The company got its start in 1994, when Bell, a former executive with Paramount Pictures’ interactive division, teamed up with partner Michael Wegmann. The two started their business in a Venice basement with a $25,000 investment by a Paramount executive. They began by bundling previously issued software titles, ones which were typically no longer at their sales peak. By getting non-exclusive rights from publishers and selling groups of game or educational titles together at a discount, Encore quickly established a niche.

“It was the K-Tel model,” Bell said, referring to the compilations of hit singles on CDs and audiotapes sold on television. “Our first product sold $1 million in the first few months.”

However, the business was cheap and easy to get into, and competition soon cut margins so thin that the two entrepreneurs decided to expand, although bundling remains a small part of Encore’s business. The company decided to develop educational software, and hit on a math preparatory product for grades 6 through 12. That product is Encore’s top seller; it and the company’s other tutorial titles retail for between $20 around $40.

“They found a good niche in the educational software market and they’ve been extremely successful at it,” said Brian Burke, vice president and general manager for the computer products division of Navarre Corp., a Midwest software distributor. “The big-box stores carry 1,500 to 2,000 titles at most, and there are 7,000 to 8,000 titles being released every year. Publishers need to distinguish themselves and Encore is doing that.”

The company has drawn praise for its partnerships, which include the exclusive software rights to products from the test-preparation chain Kaplan Inc. Encore wrested that contract away last year from Havas Interactive, a Torrance-based software publisher. Kaplan’s market share in the niche was slipping against competitor Princeton Review, but the company was originally skeptical as to whether Encore could help it out.

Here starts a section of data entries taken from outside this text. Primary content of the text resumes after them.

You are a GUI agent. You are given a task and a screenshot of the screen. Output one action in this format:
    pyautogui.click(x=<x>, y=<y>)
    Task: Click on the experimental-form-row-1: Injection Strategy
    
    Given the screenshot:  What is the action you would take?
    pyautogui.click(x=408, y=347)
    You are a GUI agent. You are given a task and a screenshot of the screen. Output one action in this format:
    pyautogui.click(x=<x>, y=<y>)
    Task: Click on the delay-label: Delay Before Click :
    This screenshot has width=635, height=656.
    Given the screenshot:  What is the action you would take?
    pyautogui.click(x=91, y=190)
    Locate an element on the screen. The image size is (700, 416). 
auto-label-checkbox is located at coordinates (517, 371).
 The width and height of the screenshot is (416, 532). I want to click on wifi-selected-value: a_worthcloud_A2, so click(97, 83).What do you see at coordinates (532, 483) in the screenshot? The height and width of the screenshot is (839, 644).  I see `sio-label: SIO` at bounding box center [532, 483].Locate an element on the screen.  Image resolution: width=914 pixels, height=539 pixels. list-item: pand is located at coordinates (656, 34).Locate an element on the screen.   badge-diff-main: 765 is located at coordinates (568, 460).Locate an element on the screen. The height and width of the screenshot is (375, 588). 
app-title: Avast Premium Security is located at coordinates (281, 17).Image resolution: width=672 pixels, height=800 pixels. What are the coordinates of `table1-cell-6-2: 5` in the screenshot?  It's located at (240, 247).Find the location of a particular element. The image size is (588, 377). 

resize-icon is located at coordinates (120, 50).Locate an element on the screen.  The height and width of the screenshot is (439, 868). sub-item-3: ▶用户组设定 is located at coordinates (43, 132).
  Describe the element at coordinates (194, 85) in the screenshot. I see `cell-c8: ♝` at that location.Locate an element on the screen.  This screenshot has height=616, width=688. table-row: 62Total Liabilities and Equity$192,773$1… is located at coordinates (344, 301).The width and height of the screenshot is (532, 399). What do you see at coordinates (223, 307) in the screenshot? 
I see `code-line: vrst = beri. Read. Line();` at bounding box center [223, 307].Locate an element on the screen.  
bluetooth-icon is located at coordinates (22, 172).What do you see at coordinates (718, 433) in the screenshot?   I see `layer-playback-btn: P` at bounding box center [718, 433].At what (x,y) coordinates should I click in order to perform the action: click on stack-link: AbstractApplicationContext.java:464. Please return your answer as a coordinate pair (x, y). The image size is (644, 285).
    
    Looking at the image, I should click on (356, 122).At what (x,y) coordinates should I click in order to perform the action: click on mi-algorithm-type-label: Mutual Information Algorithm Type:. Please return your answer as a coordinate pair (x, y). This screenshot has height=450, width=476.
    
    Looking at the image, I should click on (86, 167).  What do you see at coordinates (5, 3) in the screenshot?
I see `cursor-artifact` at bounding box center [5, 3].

“I think they may have met with us to cross us off their list,” Bell said. “But they left Havas to go with us. Kaplan regained their market dominance. And Havas is literally 10 times our size.”

Encore has recently ventured into the Internet with its math.com site, which isn’t profitable yet but is drawing 500,000 unique visitors every month. Now, Encore also is broadening its market by entering the game console market, with a series of titles aimed at the Sega Dreamcast, Nintendo 64 and Sony PlayStation crowd.

To do that, the company recently took on its first outside financing, getting $7.5 million from Florida-based Raymond James Capital Inc. to help expand its console and Internet strategies.

“The first thing that impressed us was that the company’s been profitable from its inception,” said Raymond James Managing Director Gary Downing. “That’s unusual to find any business with that track record, let alone one in the software publishing business. The console business is a logical extension. They can expand without a lot of risk. They’re not developing new titles from scratch; they’re leveraging existing titles. There’s a whole convergence happening with DVDs, CD-ROMs and console platforms all coming together, and it makes sense to get into that market now.”

Of course, maintaining the kind of growth Encore has seen up until now may be hard, but Bell thinks it’s possible.

“Revenue gain has been rapid, but we have a strategy to keep going,” he said. Since the Raymond James deal, “the phone’s been ringing off the hook. We’ve been a total low-profile company. This has really allowed us to surface. I’m certain we can keep going.”